A great song can change your life or at least make you re-evaluate certain aspects of it. It can become a legend that affects all different kinds of people. NOTHING BUT HOPE AND PASSION‘s ‘Behind The Song’ series wants to explore the stories behind those songs, in the words of the people who wrote them.

April 2017 marks a special month for Danish three-piece MEW. It marks the 20th anniversary of their debut album A Triumph For Man and they are about to release a new full-length called Visuals later this week. That itself is quite historical as well since it not only appears barely two years after its predecessor (the band has never recorded and released an album so quickly) but it also marks their first LP without founding member Bo Madsen who left the group back in 2015. It’s a new era of vitality and excitement for singer Jonas Bjerre and his band and although we’re looking forward to the group’s upcoming musical endeavours we simply can’t and won’t ignore their legacy. And we highly recommend you to go through all previously released six studio albums by MEW and discover their epic, twisted, partly complex but also quite catchy ‘indie stadium rock’ as they once described it. The Zookeeper’s Boy from their 2005 LP And The Glass Handed Kites is such a classic that never fails to amaze us. For NOTHING BUT HOPE AND PASSION Bjerre wrote down the story behind the song.


Our song, The Zookeepers Boy, came about in a slow and unexpected way. It all started back in the year 2000, even though it would not be completed until several years later. Johan and I were approached about writing a song for another, female, artist. She was a friend of ours, I can’t tell you her name, but she is cool and is now a director of documentary films. We had never written for somebody else before, and thought it was a fun challenge. We got together in my apartment, and wrote and recorded a song on my Cubase setup. I had a sampler that we used, but it was broken and you had to lean a heavy book upon a specific microchip inside the canister to make it work.

The song was never used, I guess it was deemed too strange, or maybe the idea just didn’t translate in the way we had thought it would. But as luck would have it, there were two parts in this song, which later ended up in MEW songs. One was the bridge which became the bridge of our song Snow Brigade, the other was the outro. It was quite different then. Johan had come up with this chord progression, and I whistled a melody on top of it… I guess that really answers the question of why it was not used back then. Not many people consider whistling a surefire recipy for hot singles.

‘One of our most succesful songs’

Years later, we had a song going, we had moved to London and we were writing songs in our kitchen. The song was called Special, and we felt it needed an outro. So one night, when everyone was asleep (except for Silas because I used to keep him awake with my singing at night) I took this old outro, and played it backwards. The result was an unlikely chord progression, and a melody which sounded much more sad this way. The whistling melody I turned into the lead vocal line, just repeating the words: ‘Are you my lady?’. And then I just started coming up with counter melodies for it. It was late and I got into that headspace where you’re kind of falling asleep and your thoughts become weirdly unhinged. When it was morning, it had become almost a choral piece unto itself, with a large amount of melodies kind of weaving into one another, and I was quite excited to play it to the guys as they woke up. Luckily, everyone liked it, and we had a finished song.

Months later, we were in Los Angeles, and Michael Beinhorn who was producing the album said: ‘That outro is too good to be an outro. It has to be a chorus. You need to write more parts to go around it’. That was a bit of a shock. We’re not used to our song structures being questioned like that, but it kind of made sense to us. So we started a new search, for pieces to fit. About a year earlier, I had an idea to write a children’s album, ‘It’s gonna be great, I’m gonna be rich!’ I thought. But after finishing one song, the idea suddenly felt less exciting, and much less profitable. That song was called Animals Of Many Kinds, it was a kind of educational song, in which different animals are named, along with various traits and unique skills that they possess. Part of it, the part about the giraffe, became the pre-chorus in The Zookeeper’s Boy. Then all we needed was a bridge and two verses, both of which we wrote in the studio, in pre-production with Michael. It went on to become one of our most succesful songs. Just goes to show you, you play around with stuff, place a book on a microchip, come up with a few ideas and BAM! 5 years later you have a song!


_Your assignment_:
Pictures excluded, copy every record that follows exactly as it appears.

***** Study material

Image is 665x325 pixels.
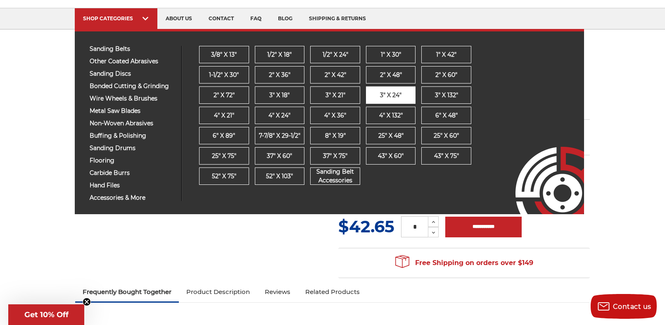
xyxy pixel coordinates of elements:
span: sanding drums [90,145,175,151]
span: Free Shipping on orders over $149 [395,255,533,271]
span: 37" x 60" [267,152,292,160]
span: accessories & more [90,195,175,201]
span: 8" x 19" [325,131,346,140]
span: 3" x 18" [269,91,290,100]
a: blog [270,8,301,29]
span: 3" x 21" [326,91,345,100]
span: 7-7/8" x 29-1/2" [259,131,300,140]
span: wire wheels & brushes [90,95,175,102]
span: 2" x 42" [325,71,346,79]
span: 2" x 36" [269,71,290,79]
button: Contact us [591,294,657,319]
span: 3" x 24" [380,91,402,100]
span: $42.65 [338,216,395,236]
span: Sanding Belt Accessories [311,167,360,185]
span: 2" x 60" [435,71,457,79]
span: 6" x 89" [213,131,235,140]
span: 4" x 24" [269,111,290,120]
a: about us [157,8,200,29]
span: hand files [90,182,175,188]
span: metal saw blades [90,108,175,114]
span: 43" x 60" [378,152,404,160]
span: flooring [90,157,175,164]
span: Contact us [613,302,652,310]
span: 43” x 75" [434,152,459,160]
a: contact [200,8,242,29]
div: SHOP CATEGORIES [83,15,149,21]
span: 3/8" x 13" [211,50,237,59]
span: 4" x 132" [379,111,403,120]
span: 52" x 75" [212,172,236,181]
span: 6" x 48" [435,111,458,120]
a: faq [242,8,270,29]
span: 2" x 72" [214,91,235,100]
a: Reviews [257,283,298,301]
span: other coated abrasives [90,58,175,64]
span: 3" x 132" [435,91,458,100]
span: 1" x 30" [381,50,401,59]
span: carbide burrs [90,170,175,176]
span: Get 10% Off [24,310,69,319]
span: bonded cutting & grinding [90,83,175,89]
a: Frequently Bought Together [75,283,179,301]
span: sanding discs [90,71,175,77]
span: 4" x 36" [324,111,346,120]
a: Product Description [179,283,257,301]
span: 4" x 21" [214,111,234,120]
span: buffing & polishing [90,133,175,139]
span: 1/2" x 18" [267,50,292,59]
span: 2" x 48" [380,71,402,79]
span: 1-1/2" x 30" [209,71,239,79]
img: Empire Abrasives Logo Image [501,122,584,214]
div: Get 10% OffClose teaser [8,304,84,325]
span: 37" x 75" [323,152,347,160]
a: Related Products [298,283,367,301]
span: 25" x 48" [378,131,404,140]
span: 1/2" x 24" [323,50,348,59]
span: non-woven abrasives [90,120,175,126]
span: 1" x 42" [436,50,457,59]
button: Close teaser [83,297,91,306]
span: sanding belts [90,46,175,52]
span: 52" x 103" [266,172,293,181]
a: shipping & returns [301,8,374,29]
span: 25" x 60" [434,131,459,140]
span: 25" x 75" [212,152,236,160]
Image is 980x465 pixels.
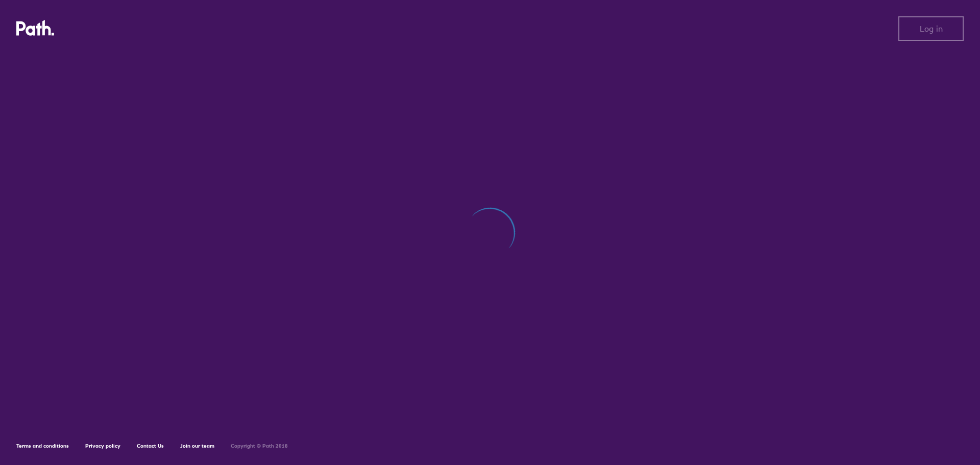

**********

_Your response_:
Image is 665x325 pixels.
xyxy pixel coordinates of elements:
span: sanding drums [90,145,175,151]
span: Free Shipping on orders over $149 [395,255,533,271]
span: 37" x 60" [267,152,292,160]
span: accessories & more [90,195,175,201]
span: 8" x 19" [325,131,346,140]
span: 3" x 18" [269,91,290,100]
a: blog [270,8,301,29]
span: 3" x 21" [326,91,345,100]
span: 7-7/8" x 29-1/2" [259,131,300,140]
span: wire wheels & brushes [90,95,175,102]
span: 2" x 42" [325,71,346,79]
span: 2" x 36" [269,71,290,79]
button: Contact us [591,294,657,319]
span: 3" x 24" [380,91,402,100]
span: $42.65 [338,216,395,236]
span: Sanding Belt Accessories [311,167,360,185]
span: 2" x 60" [435,71,457,79]
span: 6" x 89" [213,131,235,140]
span: 4" x 24" [269,111,290,120]
a: about us [157,8,200,29]
span: hand files [90,182,175,188]
span: metal saw blades [90,108,175,114]
span: 43" x 60" [378,152,404,160]
span: flooring [90,157,175,164]
span: Contact us [613,302,652,310]
span: 43” x 75" [434,152,459,160]
a: contact [200,8,242,29]
div: SHOP CATEGORIES [83,15,149,21]
span: 3/8" x 13" [211,50,237,59]
span: 4" x 132" [379,111,403,120]
span: 52" x 75" [212,172,236,181]
span: 6" x 48" [435,111,458,120]
a: faq [242,8,270,29]
span: 2" x 72" [214,91,235,100]
a: Reviews [257,283,298,301]
span: other coated abrasives [90,58,175,64]
span: 3" x 132" [435,91,458,100]
span: 1" x 30" [381,50,401,59]
span: carbide burrs [90,170,175,176]
span: Get 10% Off [24,310,69,319]
span: bonded cutting & grinding [90,83,175,89]
a: Frequently Bought Together [75,283,179,301]
span: sanding discs [90,71,175,77]
span: 4" x 36" [324,111,346,120]
a: Product Description [179,283,257,301]
span: 4" x 21" [214,111,234,120]
span: buffing & polishing [90,133,175,139]
span: 1/2" x 18" [267,50,292,59]
span: 2" x 48" [380,71,402,79]
span: 1-1/2" x 30" [209,71,239,79]
img: Empire Abrasives Logo Image [501,122,584,214]
div: Get 10% OffClose teaser [8,304,84,325]
span: 37" x 75" [323,152,347,160]
a: Related Products [298,283,367,301]
span: 25" x 48" [378,131,404,140]
span: 1/2" x 24" [323,50,348,59]
span: non-woven abrasives [90,120,175,126]
span: 1" x 42" [436,50,457,59]
button: Close teaser [83,297,91,306]
span: sanding belts [90,46,175,52]
span: 52" x 103" [266,172,293,181]
a: shipping & returns [301,8,374,29]
span: 25" x 60" [434,131,459,140]
span: 25" x 75" [212,152,236,160]
Image is 980x465 pixels.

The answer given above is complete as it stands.